Howard Rines1, Hedera Porter1, William Adams2, and Gerald E. Ochocki2. (1) USDA-ARS, Univ of Minnesota, 1991 Upper Buford Circle, St. Paul, MN 55108, (2) USDA-ARS Cereal Disease Lab, Pant y Carne New Cross, Aberystwyth, MN SY23 4LY, United Kingdom

New sources of resistance to oat crown rust (Puccinia coronata f. sp. avenae), the most serious disease of oat (Avena sativa L.) in the Upper Midwest U.S., are badly needed as current sources rapidly become ineffective due to pathogen virulence shifts.  Resistance to a complex rust spore bulk was identified in backcross derivatives of a cross between a diploid oat (2n = 2x = 14) A. strigosa, accession CI6954SP, and hexaploid (2n = 6x = 42) A. sativa, cv.
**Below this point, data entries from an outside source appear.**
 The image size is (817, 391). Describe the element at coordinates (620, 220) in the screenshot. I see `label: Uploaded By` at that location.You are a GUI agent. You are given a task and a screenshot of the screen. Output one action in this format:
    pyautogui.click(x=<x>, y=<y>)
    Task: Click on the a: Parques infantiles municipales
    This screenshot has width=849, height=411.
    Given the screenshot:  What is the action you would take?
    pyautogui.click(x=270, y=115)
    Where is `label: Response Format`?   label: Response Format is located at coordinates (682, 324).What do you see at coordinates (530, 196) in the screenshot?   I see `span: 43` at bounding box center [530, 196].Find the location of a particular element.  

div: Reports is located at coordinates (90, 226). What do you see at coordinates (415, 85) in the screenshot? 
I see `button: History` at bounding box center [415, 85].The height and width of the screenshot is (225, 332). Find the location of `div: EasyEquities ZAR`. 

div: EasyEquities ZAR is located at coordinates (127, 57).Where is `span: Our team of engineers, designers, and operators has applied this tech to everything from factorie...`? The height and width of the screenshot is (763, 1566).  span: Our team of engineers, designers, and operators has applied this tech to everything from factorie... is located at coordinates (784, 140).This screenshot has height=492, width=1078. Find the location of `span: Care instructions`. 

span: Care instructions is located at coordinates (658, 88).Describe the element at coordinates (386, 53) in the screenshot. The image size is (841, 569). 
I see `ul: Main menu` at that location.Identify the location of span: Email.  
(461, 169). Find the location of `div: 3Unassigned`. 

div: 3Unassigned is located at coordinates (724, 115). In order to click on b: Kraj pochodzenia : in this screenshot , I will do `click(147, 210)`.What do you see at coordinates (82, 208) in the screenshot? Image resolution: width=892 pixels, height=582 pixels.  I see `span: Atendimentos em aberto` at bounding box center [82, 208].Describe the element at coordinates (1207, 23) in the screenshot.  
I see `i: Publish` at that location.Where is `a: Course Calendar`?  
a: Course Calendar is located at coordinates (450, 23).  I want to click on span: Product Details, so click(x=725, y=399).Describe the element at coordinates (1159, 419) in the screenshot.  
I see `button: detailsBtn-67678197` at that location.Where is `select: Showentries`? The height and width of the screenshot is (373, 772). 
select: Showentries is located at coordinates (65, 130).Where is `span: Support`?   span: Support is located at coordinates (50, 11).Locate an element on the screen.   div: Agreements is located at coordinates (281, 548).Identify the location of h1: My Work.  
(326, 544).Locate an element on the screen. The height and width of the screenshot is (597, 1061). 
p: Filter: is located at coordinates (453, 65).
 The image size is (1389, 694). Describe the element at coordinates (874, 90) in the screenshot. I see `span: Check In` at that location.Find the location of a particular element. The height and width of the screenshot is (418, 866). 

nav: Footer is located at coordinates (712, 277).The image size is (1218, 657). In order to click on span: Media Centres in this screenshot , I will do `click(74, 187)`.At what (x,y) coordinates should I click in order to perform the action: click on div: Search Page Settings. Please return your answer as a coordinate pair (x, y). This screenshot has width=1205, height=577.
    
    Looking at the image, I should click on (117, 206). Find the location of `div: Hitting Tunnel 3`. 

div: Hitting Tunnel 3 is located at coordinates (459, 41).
Black Mesdag, even though the sterile F1 recovered by embryo rescue, its fertile colchicine-derived octaploid (2n = 8x = 56), and backcross 1 plants were all susceptible, thus indicating a role of a suppressor.  Nearly equal rates of male and female transmission of introgressed resistance in backcross 4 materials indicate ready male transmission of resistance.  Various crosses are being made to investigate the nature of the initial suppression observed, the number of resistance genes involved, the stability of resistance transmission, and the relationship of this resistance to previously identified resistance genes for crown rust in oat.